Lisle Papers

The Lisle Papers are the correspondence received in Calais between 1533 and 1540 by Arthur Plantagenet, 1st Viscount Lisle (c.1480-1542), Lord Deputy of Calais, an illegitimate son of King Edward IV and an uncle of King Henry VIII, and by his wife, Honor Plantagenet, Viscountess Lisle (born Honor Grenville and formerly the wife of Sir John Bassett (d.1529) of Umberleigh in Devon), from several servants, courtiers, royal officials, friends, children and other relatives.

The entire collection, now housed within the State Papers of the United Kingdom at the National Archives at Kew, comprises about 3,000 documents, ranging in date from 1 January 1533 to 31 December 1540.

[1] Following Lisle's arrest for alleged treason in 1540, as was usual in such cases, all his papers in the Staple Inn in Calais, his official residence, were confiscated and placed in the Tower of London.

[2] A few further documents from the correspondence of the Lisles survived outside the collection originally deposited in the Tower and are contained in the Cotton, Harleian and Royal Manuscripts in the British Library.

In the early 1930s, Muriel St. Clare Byrne, then a young student of Tudor England, started an exhaustive study of the approximately 3,000 original documents then at the Public Record Office comprising the Lisle Papers.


• [REQUIRED ACTION] Start at the line below containing "This screenshot has height=558, width=1168." and stop at the line containing "The image size is (510, 244).". Repeat every line of that stretch exactly, and nothing outside it.

• [RECORDS TO USE]
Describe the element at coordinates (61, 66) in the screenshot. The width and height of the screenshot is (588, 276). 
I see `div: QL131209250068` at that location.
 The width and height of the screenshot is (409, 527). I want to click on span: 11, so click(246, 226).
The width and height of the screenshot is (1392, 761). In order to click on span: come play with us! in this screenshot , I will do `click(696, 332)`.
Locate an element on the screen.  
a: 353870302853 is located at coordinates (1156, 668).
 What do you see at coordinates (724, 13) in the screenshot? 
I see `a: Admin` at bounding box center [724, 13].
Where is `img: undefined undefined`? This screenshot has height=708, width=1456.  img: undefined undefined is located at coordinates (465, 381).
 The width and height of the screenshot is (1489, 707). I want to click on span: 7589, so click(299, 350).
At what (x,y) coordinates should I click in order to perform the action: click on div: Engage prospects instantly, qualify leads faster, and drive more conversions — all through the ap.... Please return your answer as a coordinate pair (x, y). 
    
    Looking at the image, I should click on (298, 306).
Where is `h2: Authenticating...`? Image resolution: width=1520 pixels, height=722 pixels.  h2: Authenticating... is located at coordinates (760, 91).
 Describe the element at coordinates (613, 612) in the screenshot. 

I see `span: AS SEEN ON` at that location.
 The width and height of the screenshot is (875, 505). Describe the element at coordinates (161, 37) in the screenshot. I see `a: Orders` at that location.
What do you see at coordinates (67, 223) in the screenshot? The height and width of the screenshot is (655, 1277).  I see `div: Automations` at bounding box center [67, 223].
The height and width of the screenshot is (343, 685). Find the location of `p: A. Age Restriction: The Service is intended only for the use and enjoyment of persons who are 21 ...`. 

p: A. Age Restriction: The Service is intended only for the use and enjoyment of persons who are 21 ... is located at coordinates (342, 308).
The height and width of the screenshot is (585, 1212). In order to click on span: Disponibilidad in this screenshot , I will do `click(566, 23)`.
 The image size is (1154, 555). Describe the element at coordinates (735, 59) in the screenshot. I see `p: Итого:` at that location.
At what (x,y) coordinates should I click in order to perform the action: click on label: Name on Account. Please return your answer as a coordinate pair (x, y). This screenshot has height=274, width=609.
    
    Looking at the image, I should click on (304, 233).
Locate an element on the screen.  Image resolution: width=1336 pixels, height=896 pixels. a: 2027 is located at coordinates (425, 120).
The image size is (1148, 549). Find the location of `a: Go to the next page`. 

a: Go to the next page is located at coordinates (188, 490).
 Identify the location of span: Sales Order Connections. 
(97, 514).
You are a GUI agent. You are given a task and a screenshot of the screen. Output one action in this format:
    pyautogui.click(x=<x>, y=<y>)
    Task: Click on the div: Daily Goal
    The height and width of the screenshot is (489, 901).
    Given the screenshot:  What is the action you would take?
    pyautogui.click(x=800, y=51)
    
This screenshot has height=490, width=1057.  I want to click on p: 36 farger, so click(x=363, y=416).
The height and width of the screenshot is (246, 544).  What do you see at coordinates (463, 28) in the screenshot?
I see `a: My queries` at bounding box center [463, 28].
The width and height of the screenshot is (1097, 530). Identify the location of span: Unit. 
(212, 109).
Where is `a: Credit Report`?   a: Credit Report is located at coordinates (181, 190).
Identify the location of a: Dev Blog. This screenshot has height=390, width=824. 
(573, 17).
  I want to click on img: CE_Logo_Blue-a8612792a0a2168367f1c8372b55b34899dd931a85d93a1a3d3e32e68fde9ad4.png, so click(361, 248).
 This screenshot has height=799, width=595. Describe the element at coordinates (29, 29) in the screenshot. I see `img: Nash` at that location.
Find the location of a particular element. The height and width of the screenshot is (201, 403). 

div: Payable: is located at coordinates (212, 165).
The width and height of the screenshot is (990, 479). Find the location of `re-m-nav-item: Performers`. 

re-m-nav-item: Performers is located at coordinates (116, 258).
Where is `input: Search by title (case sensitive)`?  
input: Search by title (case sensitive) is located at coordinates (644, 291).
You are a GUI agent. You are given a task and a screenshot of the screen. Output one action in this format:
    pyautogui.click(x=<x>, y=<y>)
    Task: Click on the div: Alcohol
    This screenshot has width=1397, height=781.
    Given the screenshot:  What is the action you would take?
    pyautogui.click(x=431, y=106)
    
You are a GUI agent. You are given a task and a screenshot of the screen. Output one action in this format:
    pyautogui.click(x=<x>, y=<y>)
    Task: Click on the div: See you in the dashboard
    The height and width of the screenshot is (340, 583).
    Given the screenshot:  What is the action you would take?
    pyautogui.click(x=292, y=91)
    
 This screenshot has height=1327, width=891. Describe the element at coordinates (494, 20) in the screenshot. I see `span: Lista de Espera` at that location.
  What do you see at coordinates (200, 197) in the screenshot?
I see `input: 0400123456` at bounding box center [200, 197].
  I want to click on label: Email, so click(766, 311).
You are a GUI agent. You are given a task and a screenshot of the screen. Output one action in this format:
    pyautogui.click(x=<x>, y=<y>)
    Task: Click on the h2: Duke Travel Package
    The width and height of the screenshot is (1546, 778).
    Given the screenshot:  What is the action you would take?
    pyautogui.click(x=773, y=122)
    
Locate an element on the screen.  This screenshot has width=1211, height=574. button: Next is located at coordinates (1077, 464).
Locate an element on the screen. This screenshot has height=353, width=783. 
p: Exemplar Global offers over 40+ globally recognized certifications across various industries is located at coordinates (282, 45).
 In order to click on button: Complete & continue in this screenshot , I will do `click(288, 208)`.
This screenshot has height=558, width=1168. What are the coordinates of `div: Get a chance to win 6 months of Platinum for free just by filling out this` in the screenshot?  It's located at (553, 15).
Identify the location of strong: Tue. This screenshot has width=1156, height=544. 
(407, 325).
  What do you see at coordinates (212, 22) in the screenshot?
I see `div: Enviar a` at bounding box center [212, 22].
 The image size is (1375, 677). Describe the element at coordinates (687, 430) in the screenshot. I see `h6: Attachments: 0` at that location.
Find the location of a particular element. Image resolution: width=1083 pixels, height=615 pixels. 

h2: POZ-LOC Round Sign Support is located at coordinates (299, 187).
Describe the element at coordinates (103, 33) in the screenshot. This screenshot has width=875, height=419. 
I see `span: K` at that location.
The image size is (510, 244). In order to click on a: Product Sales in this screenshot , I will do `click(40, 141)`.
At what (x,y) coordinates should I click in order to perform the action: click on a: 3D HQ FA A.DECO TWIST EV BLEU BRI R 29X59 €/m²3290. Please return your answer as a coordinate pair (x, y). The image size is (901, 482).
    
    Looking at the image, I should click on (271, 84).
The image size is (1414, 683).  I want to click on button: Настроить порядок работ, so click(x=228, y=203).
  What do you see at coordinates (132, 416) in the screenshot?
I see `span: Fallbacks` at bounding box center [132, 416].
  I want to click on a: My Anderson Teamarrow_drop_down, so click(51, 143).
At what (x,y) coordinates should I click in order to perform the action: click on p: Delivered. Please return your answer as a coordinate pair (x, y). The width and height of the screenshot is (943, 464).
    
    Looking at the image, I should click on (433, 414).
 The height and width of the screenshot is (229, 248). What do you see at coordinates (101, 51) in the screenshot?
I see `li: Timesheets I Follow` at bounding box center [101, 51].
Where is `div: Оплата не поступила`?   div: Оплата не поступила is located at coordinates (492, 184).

• [SOLUTION TO THIS PROBLEM]
This screenshot has height=558, width=1168. What are the coordinates of `div: Get a chance to win 6 months of Platinum for free just by filling out this` in the screenshot?  It's located at (553, 15).
Identify the location of strong: Tue. This screenshot has width=1156, height=544. 
(407, 325).
  What do you see at coordinates (212, 22) in the screenshot?
I see `div: Enviar a` at bounding box center [212, 22].
 The image size is (1375, 677). Describe the element at coordinates (687, 430) in the screenshot. I see `h6: Attachments: 0` at that location.
Find the location of a particular element. Image resolution: width=1083 pixels, height=615 pixels. 

h2: POZ-LOC Round Sign Support is located at coordinates (299, 187).
Describe the element at coordinates (103, 33) in the screenshot. This screenshot has width=875, height=419. 
I see `span: K` at that location.
The image size is (510, 244). In order to click on a: Product Sales in this screenshot , I will do `click(40, 141)`.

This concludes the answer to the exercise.